Mike laughed. ‘So what can I do for you?’ he asked.
‘You can accept Rose’s invitation to lunch.’
‘You’re not working?’
‘I don’t live at the office, not quite. No, I’ve been seconded to this team of experts we’ve got coming in, same as you, they don’t need the likes of me till morning. Not that I’m grumbling mind, my last three Sundays off I’ve ended up going in so I’m enjoying it while I can.’
‘Well, are you sure you want me intruding?’
‘Don’t talk so bloody wet, Mike. Rose wants to meet you and John’s already on his way. We eat at one-thirty.’ Mike heard the phone click as Bill broke the connection, smiled to himself. Well, it was far better than spending a Sunday alone and if John Tynan was going to be there . . . Briefly, he reminded himself that he was meant to be resting, forgetting all about the Ashmore case, and Cassie Maltham and the unknown woman, and the child they had found. He stopped thinking about it for the ten minutes it took him to shave, an activity he’d never quite managed to share with other concerns, and then forgot all about forgetting, let his imagination have full rein as he drove the few miles to Bill Enfield’s house.

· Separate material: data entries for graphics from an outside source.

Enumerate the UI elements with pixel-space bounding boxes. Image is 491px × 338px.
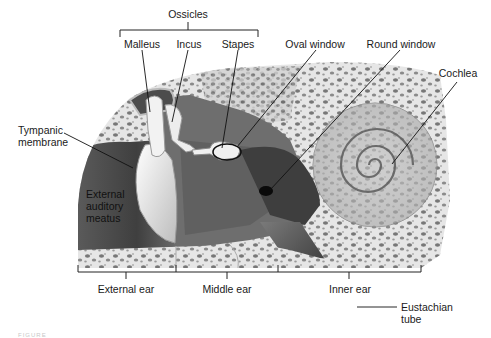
figure-caption: FIGURE <box>18 332 47 338</box>
label-malleus: Malleus <box>124 38 160 50</box>
label-cochlea: Cochlea <box>439 67 478 79</box>
round-window <box>259 186 273 196</box>
label-stapes: Stapes <box>222 38 255 50</box>
ear-anatomy-diagram: Ossicles Malleus Incus Stapes Oval windo… <box>0 0 491 338</box>
label-external-auditory-meatus: External auditory meatus <box>86 188 125 224</box>
label-ossicles: Ossicles <box>168 8 208 20</box>
label-inner-ear: Inner ear <box>329 283 371 295</box>
label-round-window: Round window <box>367 38 436 50</box>
label-eustachian-tube: Eustachian tube <box>401 301 453 325</box>
label-middle-ear: Middle ear <box>202 283 251 295</box>
label-tympanic-membrane: Tympanic membrane <box>18 124 68 148</box>
cochlea <box>313 103 437 227</box>
ossicles-bracket <box>120 22 258 37</box>
label-external-ear: External ear <box>98 283 155 295</box>
label-incus: Incus <box>176 38 201 50</box>
label-oval-window: Oval window <box>285 38 345 50</box>
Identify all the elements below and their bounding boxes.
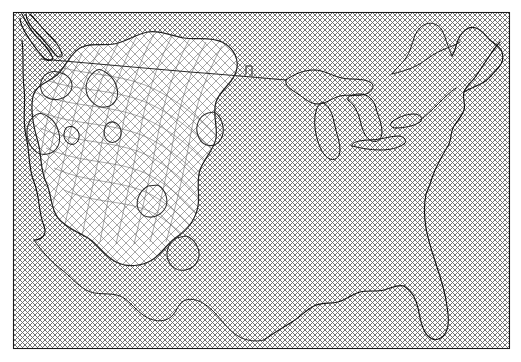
map-canvas — [0, 0, 521, 362]
map-figure — [0, 0, 521, 362]
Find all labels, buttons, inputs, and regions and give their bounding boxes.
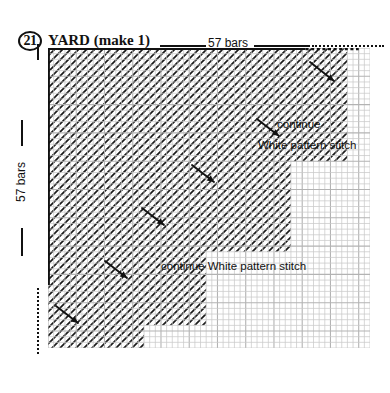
annotation-continue-white-pattern-stitch: continue White pattern stitch bbox=[161, 260, 306, 272]
stitch-chart-grid bbox=[48, 48, 370, 348]
annotation-white-pattern-stitch: White pattern stitch bbox=[258, 139, 356, 151]
pattern-chart-page: 21 YARD (make 1) 57 bars 57 bars bbox=[0, 0, 390, 393]
left-edge-tick-top bbox=[37, 44, 39, 60]
chart-header: 21 YARD (make 1) 57 bars bbox=[0, 14, 390, 44]
side-measure-rule-bottom bbox=[21, 228, 23, 256]
left-edge-dotted-line bbox=[37, 288, 39, 354]
top-measure-rule-left bbox=[160, 45, 206, 47]
side-measure: 57 bars bbox=[0, 120, 44, 290]
top-measure-rule-dotted bbox=[312, 45, 384, 47]
annotation-continue: continue bbox=[277, 118, 320, 130]
side-bar-count-label: 57 bars bbox=[14, 145, 28, 219]
side-measure-rule-top bbox=[21, 120, 23, 146]
page-title: YARD (make 1) bbox=[48, 32, 150, 49]
stitch-chart-svg bbox=[48, 48, 370, 348]
top-measure-rule-right bbox=[254, 45, 310, 47]
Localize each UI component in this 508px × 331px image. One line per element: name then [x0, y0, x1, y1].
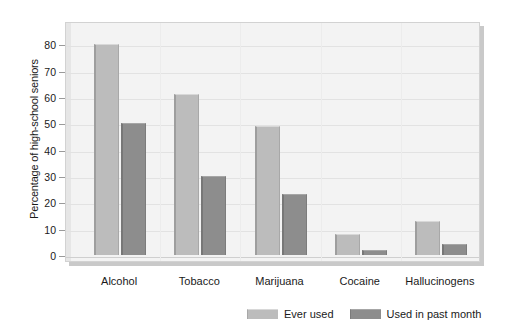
bar-marijuana-ever-used [255, 126, 280, 255]
bar-alcohol-past-month [121, 123, 146, 255]
x-axis-label-tobacco: Tobacco [179, 275, 220, 287]
legend-swatch-icon [350, 309, 381, 319]
axis-baseline [66, 257, 479, 258]
bar-alcohol-ever-used [94, 44, 119, 255]
y-tick-label: 30 [22, 172, 56, 182]
bar-cocaine-past-month [362, 250, 387, 255]
x-axis-label-cocaine: Cocaine [340, 275, 380, 287]
y-tick-label: 60 [22, 93, 56, 103]
y-tick-label: 20 [22, 198, 56, 208]
gridline [66, 99, 479, 100]
bar-tobacco-past-month [201, 176, 226, 255]
plot-area [65, 22, 480, 262]
bar-chart: Percentage of high-school seniors 807060… [0, 0, 508, 331]
group-separator [240, 23, 241, 261]
group-separator [160, 23, 161, 261]
plot-left-band [66, 23, 71, 261]
x-axis-label-hallucinogens: Hallucinogens [405, 275, 474, 287]
legend-item-ever-used: Ever used [247, 308, 334, 320]
bar-marijuana-past-month [282, 194, 307, 255]
x-axis-label-marijuana: Marijuana [255, 275, 303, 287]
y-tick-label: 0 [22, 251, 56, 261]
y-tick-label: 40 [22, 146, 56, 156]
y-tick-label: 80 [22, 40, 56, 50]
legend-label: Ever used [284, 308, 334, 320]
bar-hallucinogens-past-month [442, 244, 467, 255]
bar-cocaine-ever-used [335, 234, 360, 255]
group-separator [321, 23, 322, 261]
x-axis-label-alcohol: Alcohol [101, 275, 137, 287]
group-separator [401, 23, 402, 261]
bar-tobacco-ever-used [174, 94, 199, 255]
legend-swatch-icon [247, 309, 278, 319]
legend-item-used-in-past-month: Used in past month [350, 308, 482, 320]
bar-hallucinogens-ever-used [415, 221, 440, 255]
legend-label: Used in past month [387, 308, 482, 320]
y-tick-label: 10 [22, 225, 56, 235]
y-tick-label: 50 [22, 119, 56, 129]
gridline [66, 46, 479, 47]
gridline [66, 73, 479, 74]
chart-legend: Ever usedUsed in past month [247, 308, 481, 320]
y-tick-label: 70 [22, 67, 56, 77]
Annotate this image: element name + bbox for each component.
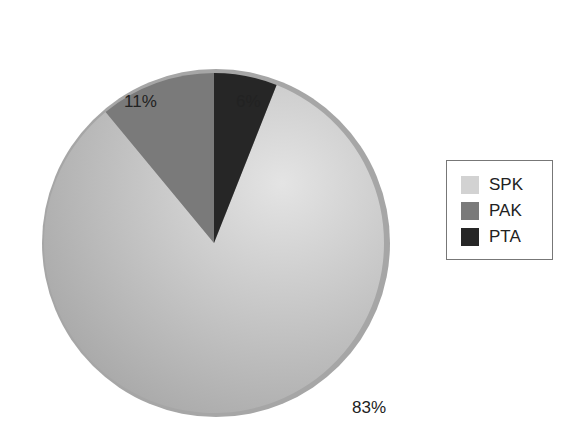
legend-item-pta[interactable]: PTA bbox=[461, 226, 521, 248]
legend-label-pak: PAK bbox=[489, 201, 522, 221]
legend-item-spk[interactable]: SPK bbox=[461, 174, 523, 196]
legend-label-pta: PTA bbox=[489, 227, 521, 247]
swatch-pta bbox=[461, 228, 479, 246]
swatch-spk bbox=[461, 176, 479, 194]
legend: SPK PAK PTA bbox=[446, 160, 553, 260]
swatch-pak bbox=[461, 202, 479, 220]
label-pak: 11% bbox=[124, 92, 157, 112]
legend-label-spk: SPK bbox=[489, 175, 523, 195]
label-pta: 6% bbox=[236, 92, 261, 112]
label-spk: 83% bbox=[352, 398, 386, 418]
legend-item-pak[interactable]: PAK bbox=[461, 200, 522, 222]
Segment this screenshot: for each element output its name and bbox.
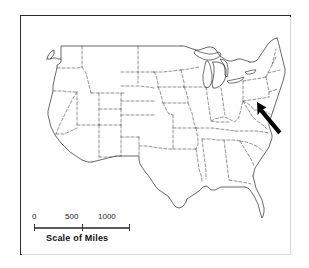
scale-tick-label-500: 500 xyxy=(65,212,78,221)
scale-tick-labels: 0 500 1000 xyxy=(32,212,142,223)
national-outline xyxy=(47,38,285,218)
scale-rule xyxy=(34,224,130,231)
figure-container: 0 500 1000 Scale of Miles xyxy=(0,0,309,268)
scale-tick-1000 xyxy=(129,224,130,231)
scale-tick-0 xyxy=(34,224,35,231)
state-borders-west xyxy=(53,46,124,157)
arrow-icon xyxy=(257,102,282,134)
scale-tick-label-1000: 1000 xyxy=(98,212,116,221)
scale-tick-label-0: 0 xyxy=(32,212,36,221)
scale-caption: Scale of Miles xyxy=(46,233,108,243)
scale-tick-500 xyxy=(82,224,83,231)
great-lakes xyxy=(194,50,256,88)
state-borders-plains xyxy=(121,46,206,181)
scale-bar: 0 500 1000 Scale of Miles xyxy=(32,212,142,252)
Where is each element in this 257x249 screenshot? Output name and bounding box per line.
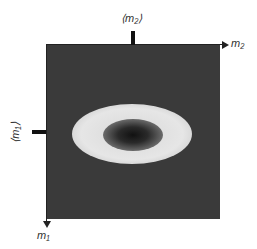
m2-axis-arrow-icon <box>222 41 229 49</box>
inner-dark-core <box>103 119 163 151</box>
m1-axis-arrow-icon <box>43 221 51 228</box>
mean-m2-tick <box>131 31 135 45</box>
density-plot <box>46 45 220 219</box>
m1-axis-line <box>46 45 47 223</box>
m2-axis-line <box>46 44 224 45</box>
mean-m1-label: ⟨m₁⟩ <box>9 120 22 146</box>
m2-axis-label: m₂ <box>231 37 244 49</box>
m1-axis-label: m₁ <box>37 229 50 241</box>
mean-m2-label: ⟨m₂⟩ <box>121 12 142 25</box>
mean-m1-tick <box>32 130 46 134</box>
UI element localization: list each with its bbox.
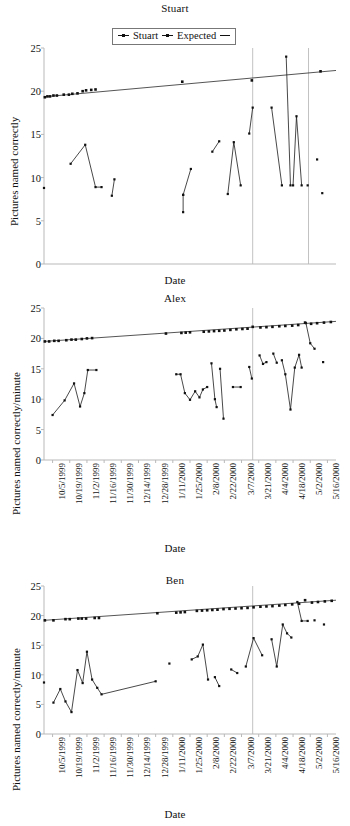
data-point xyxy=(241,328,244,331)
data-point xyxy=(316,322,319,325)
y-tick-label: 20 xyxy=(31,86,42,97)
data-point xyxy=(290,636,292,638)
data-point xyxy=(53,340,56,343)
x-tick-label: 12/28/1999 xyxy=(160,463,170,504)
series-segment xyxy=(273,354,276,363)
x-tick-label: 12/14/1999 xyxy=(142,737,152,778)
data-point xyxy=(270,638,272,640)
data-point xyxy=(94,88,97,91)
data-point xyxy=(292,184,294,186)
data-point xyxy=(235,328,238,331)
data-point xyxy=(246,327,249,330)
data-point xyxy=(70,338,73,341)
data-point xyxy=(100,186,102,188)
data-point xyxy=(49,95,52,98)
data-point xyxy=(44,340,47,343)
data-point xyxy=(181,80,184,83)
data-point xyxy=(311,601,314,604)
series-expected xyxy=(44,70,336,99)
plot-area-stuart: 0510152025 xyxy=(44,48,336,264)
data-point xyxy=(96,687,98,689)
series-segment xyxy=(306,323,315,349)
data-point xyxy=(285,56,287,58)
x-tick-label: 5/2/2000 xyxy=(314,463,324,495)
data-point xyxy=(222,418,224,420)
data-point xyxy=(70,711,72,713)
series-stuart xyxy=(43,56,323,214)
y-tick-label: 5 xyxy=(36,215,41,226)
y-tick-label: 25 xyxy=(31,581,42,592)
data-point xyxy=(113,178,115,180)
data-point xyxy=(319,70,322,73)
data-point xyxy=(291,603,294,606)
series-segment xyxy=(286,57,290,186)
data-point xyxy=(297,324,300,327)
data-point xyxy=(48,340,51,343)
data-point xyxy=(90,89,93,92)
data-point xyxy=(259,605,262,608)
data-point xyxy=(85,617,88,620)
data-point xyxy=(184,392,186,394)
data-point xyxy=(43,187,45,189)
y-tick-label: 10 xyxy=(31,172,42,183)
y-tick-label: 5 xyxy=(36,699,41,710)
chart-panel-alex: Alex Pictures named correctly/minute 051… xyxy=(0,290,350,560)
x-tick-label: 4/4/2000 xyxy=(280,463,290,495)
y-tick-label: 25 xyxy=(31,303,42,314)
data-point xyxy=(265,361,267,363)
data-point xyxy=(310,323,313,326)
data-point xyxy=(281,359,283,361)
data-point xyxy=(68,93,71,96)
series-expected xyxy=(44,599,336,622)
data-point xyxy=(234,607,237,610)
series-expected xyxy=(44,321,336,343)
data-point xyxy=(43,681,45,683)
data-point xyxy=(218,330,221,333)
data-point xyxy=(210,362,212,364)
data-point xyxy=(91,337,94,340)
x-axis-label-ben: Date xyxy=(0,808,350,820)
data-point xyxy=(286,632,288,634)
data-point xyxy=(322,361,324,363)
series-segment xyxy=(220,369,223,419)
data-point xyxy=(305,322,307,324)
data-point xyxy=(51,414,53,416)
y-axis-label-text: Pictures named correctly/minute xyxy=(10,325,22,515)
data-point xyxy=(222,608,225,611)
data-point xyxy=(262,363,264,365)
legend-label-expected: Expected xyxy=(177,30,216,42)
data-point xyxy=(301,184,303,186)
y-tick-label: 15 xyxy=(31,129,42,140)
data-point xyxy=(86,651,88,653)
data-point xyxy=(179,611,182,614)
data-point xyxy=(86,337,89,340)
data-point xyxy=(76,92,79,95)
data-point xyxy=(201,609,204,612)
x-tick-label: 2/22/2000 xyxy=(228,463,238,500)
series-segment xyxy=(215,677,219,686)
data-point xyxy=(278,325,281,328)
data-point xyxy=(252,107,254,109)
data-point xyxy=(301,366,303,368)
x-tick-label: 12/14/1999 xyxy=(142,463,152,504)
data-point xyxy=(281,184,283,186)
data-point xyxy=(213,330,216,333)
data-point xyxy=(93,617,96,620)
data-point xyxy=(271,326,274,329)
data-point xyxy=(284,604,287,607)
x-tick-label: 10/19/1999 xyxy=(74,463,84,504)
data-point xyxy=(73,382,75,384)
data-point xyxy=(189,331,192,334)
data-point xyxy=(258,354,260,356)
data-point xyxy=(211,151,213,153)
data-point xyxy=(313,619,315,621)
x-tick-label: 5/16/2000 xyxy=(331,463,341,500)
data-point xyxy=(301,620,303,622)
data-point xyxy=(216,608,219,611)
x-tick-label: 10/5/1999 xyxy=(57,463,67,500)
data-point xyxy=(175,373,177,375)
y-tick-label: 20 xyxy=(31,333,42,344)
data-point xyxy=(218,685,220,687)
data-point xyxy=(229,329,232,332)
data-point xyxy=(194,390,196,392)
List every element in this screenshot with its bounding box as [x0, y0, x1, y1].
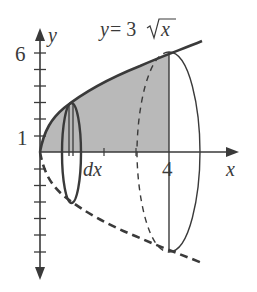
volume-diagram: y x 6 1 4 dx y = 3 x: [0, 0, 257, 292]
shaded-region: [40, 52, 169, 152]
svg-text:y: y: [98, 18, 109, 41]
curve-equation-label: y = 3 x: [98, 18, 176, 41]
svg-text:x: x: [160, 18, 170, 40]
y-axis-arrow-down-icon: [35, 267, 45, 280]
y-axis-label: y: [46, 24, 57, 47]
lower-curve-dashed: [40, 152, 202, 263]
x-axis-label: x: [225, 158, 235, 180]
x-axis-arrow-right-icon: [226, 147, 239, 157]
y-tick-label-1: 1: [17, 126, 28, 150]
y-tick-label-6: 6: [15, 42, 26, 66]
slice-width-label: dx: [83, 158, 102, 180]
svg-text:= 3: = 3: [110, 18, 136, 40]
x-tick-label-4: 4: [162, 157, 173, 181]
y-axis-arrow-up-icon: [35, 28, 45, 41]
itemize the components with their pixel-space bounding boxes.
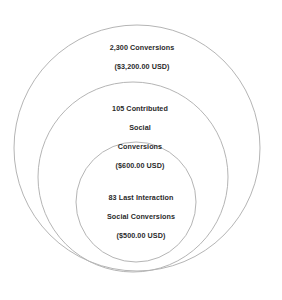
inner-label-count: 83 Last Interaction <box>0 193 282 203</box>
middle-label-conversions: Conversions <box>0 142 281 152</box>
middle-label-count: 105 Contributed <box>0 104 281 114</box>
outer-label-count: 2,300 Conversions <box>1 43 282 53</box>
outer-label-amount: ($3,200.00 USD) <box>1 62 282 72</box>
inner-label-amount: ($500.00 USD) <box>0 231 282 241</box>
inner-label-conversions: Social Conversions <box>0 212 282 222</box>
outer-circle-label: 2,300 Conversions ($3,200.00 USD) <box>1 33 282 81</box>
nested-circles-diagram: 2,300 Conversions ($3,200.00 USD) 105 Co… <box>0 0 282 300</box>
middle-label-amount: ($600.00 USD) <box>0 161 281 171</box>
middle-circle-label: 105 Contributed Social Conversions ($600… <box>0 94 281 180</box>
middle-label-social: Social <box>0 123 281 133</box>
inner-circle-label: 83 Last Interaction Social Conversions (… <box>0 183 282 250</box>
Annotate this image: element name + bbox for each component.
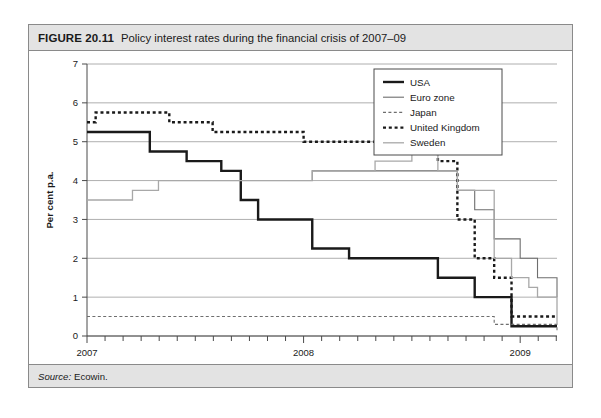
ytick-label-7: 7 [73,58,78,69]
ytick-label-6: 6 [73,97,78,108]
legend-label-japan: Japan [410,107,437,118]
source-label: Source: [38,371,71,382]
ytick-label-1: 1 [73,292,78,303]
source-value: Ecowin. [74,371,108,382]
ytick-label-2: 2 [73,253,78,264]
legend-label-united-kingdom: United Kingdom [410,122,480,133]
xtick-label-2007: 2007 [76,347,97,358]
figure-footer: Source: Ecowin. [29,364,572,387]
series-line-sweden [87,151,557,324]
chart-area: 01234567200720082009Per cent p.a.USAEuro… [29,51,572,364]
figure-container: FIGURE 20.11 Policy interest rates durin… [28,24,573,388]
xtick-label-2008: 2008 [293,347,314,358]
xtick-label-2009: 2009 [510,347,531,358]
interest-rate-line-chart: 01234567200720082009Per cent p.a.USAEuro… [29,51,572,364]
ytick-label-3: 3 [73,214,78,225]
figure-title: Policy interest rates during the financi… [121,32,406,44]
series-line-japan [87,317,557,333]
ytick-label-5: 5 [73,136,78,147]
legend-label-euro-zone: Euro zone [410,92,455,103]
legend-label-usa: USA [410,77,431,88]
ytick-label-0: 0 [73,330,78,341]
ytick-label-4: 4 [73,175,78,186]
figure-number: FIGURE 20.11 [38,32,114,44]
legend-label-sweden: Sweden [410,137,445,148]
figure-header: FIGURE 20.11 Policy interest rates durin… [29,25,572,51]
y-axis-title: Per cent p.a. [44,171,55,228]
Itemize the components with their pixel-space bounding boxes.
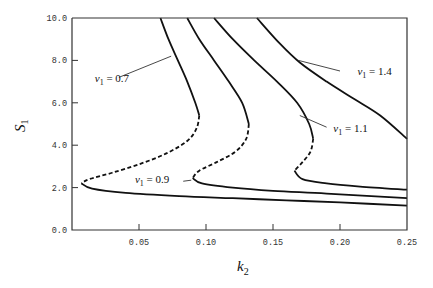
x-tick-label: 0.10 — [196, 238, 216, 248]
y-tick-label: 6.0 — [52, 99, 67, 109]
x-axis-title: k2 — [237, 258, 249, 277]
curve-label: v1 = 0.7 — [95, 72, 130, 87]
stable-branch — [294, 171, 407, 190]
x-tick-label: 0.25 — [397, 238, 417, 248]
curves-layer — [81, 18, 407, 206]
curve-labels: v1 = 0.7v1 = 0.9v1 = 1.1v1 = 1.4 — [95, 56, 392, 188]
y-tick-label: 4.0 — [52, 141, 67, 151]
y-tick-label: 10.0 — [47, 14, 67, 24]
unstable-branch — [193, 124, 249, 178]
curve-label: v1 = 0.9 — [135, 173, 170, 188]
curve-label: v1 = 1.4 — [357, 65, 392, 80]
y-axis-title: S1 — [12, 120, 30, 133]
stable-branch — [214, 18, 313, 139]
series-114 — [257, 18, 407, 139]
x-tick-label: 0.05 — [129, 238, 149, 248]
y-tick-label: 8.0 — [52, 56, 67, 66]
label-leader-line — [300, 116, 327, 128]
series-107 — [81, 18, 407, 206]
label-leader-line — [183, 180, 191, 181]
unstable-branch — [294, 139, 313, 171]
stable-branch — [160, 18, 199, 116]
stable-branch — [257, 18, 407, 139]
y-tick-label: 2.0 — [52, 184, 67, 194]
chart: 0.050.100.150.200.250.02.04.06.08.010.0 … — [0, 0, 433, 288]
x-tick-label: 0.20 — [330, 238, 350, 248]
x-tick-label: 0.15 — [263, 238, 283, 248]
series-109 — [187, 18, 407, 198]
unstable-branch — [81, 116, 199, 184]
curve-label: v1 = 1.1 — [333, 122, 367, 137]
y-tick-label: 0.0 — [52, 226, 67, 236]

Tynan’s car was already there and through an open window Mike could hear him laughing at something. He heard too a woman’s voice, caught the slow, soft burr of the local accent as she spoke.
It was Rose who answered his knock at the door, Bill following her close behind, making the introduction.
‘I’m so pleased to meet you,’ she told him. ‘Bill says you’re a big improvement on that last one. Now come on in.’
Her directness surprised him, he caught Bill’s look over his wife’s shoulder and laughed. ‘Thank you,’ he said, ‘and thank you as well for the invitation. It’s very kind.’
‘Not a bit of it,’ Rose said, smiling broadly at him. ‘It’s nice to have company. Don’t get enough of it these days, what with the family grown up and moved away. Now go and make yourself comfortable.’
Mike watched her as she marched back into the kitchen, then looked back at Bill. Like enough to be book-ends, he thought. Rose didn’t have quite Bill’s roundness, but she certainly seemed to share his temperament. He grinned contentedly and allowed himself to be ushered into the sitting roo
m.
John was already well ensconced, surrounded by the Sunday papers.
‘We’ve made it to the front page two weeks in a row,’ he said, reaching over and dumping the whole pile into Mike’s lap.
‘I know,’ he replied. ‘I saw some of them earlier on.’
‘We’ve been told to handle this one carefully. Play down the weird bits,’ Bill added. ‘Though how in the world we’re meant to do that, God alone knows.’
‘Any word on the skeleton?’ Mike asked.
Bill shook his head. ‘Read the papers and you’ll have about all I’ve been told. Seems the age, estimated height and the like are the same as the Ashmore girl, but the dental records don’t match. No, this is another one.’
‘Another?’ Mike was startled, he’d been certain that the bones had to be Suzie Ashmore. The thought that there might be another body hadn’t crossed his mind.
‘There’s a lot of speculation that the bones’ve been in the ground more than twenty years too, first thing tomorrow we start sifting missing-persons reports from before the Ashmore case.’
Mike shook his head in disbelief. ‘And they said our connection was tenuous.’
‘We might be getting ourselves a geriatric murderer at this rate,’ Bill commented. ‘Or, of course, there may be no connection at all. Murders do happen independently,’ he added.
‘Yes,’ Mike said, ‘of course they do. Maybe Flint’s right, I’ve been looking at this thing so closely I can’t see the wood for the proverbial trees.’
Tynan laughed. ‘In this case it should be the proverbial Hawthorn bushes. How are the hands?’
Mike glanced down. ‘Sore,’ he said.
‘You got off lightly. Bill was telling me the two constables helping you on Friday had to get themselves tetanus jabs.’
Bill nodded confirmation. ‘We’ve got the pair of them walking round with bruised backsides,’ he said.
Mike laughed, then asked, ‘So do we know who’s heading this thing then? Flint wasn’t able to tell me.’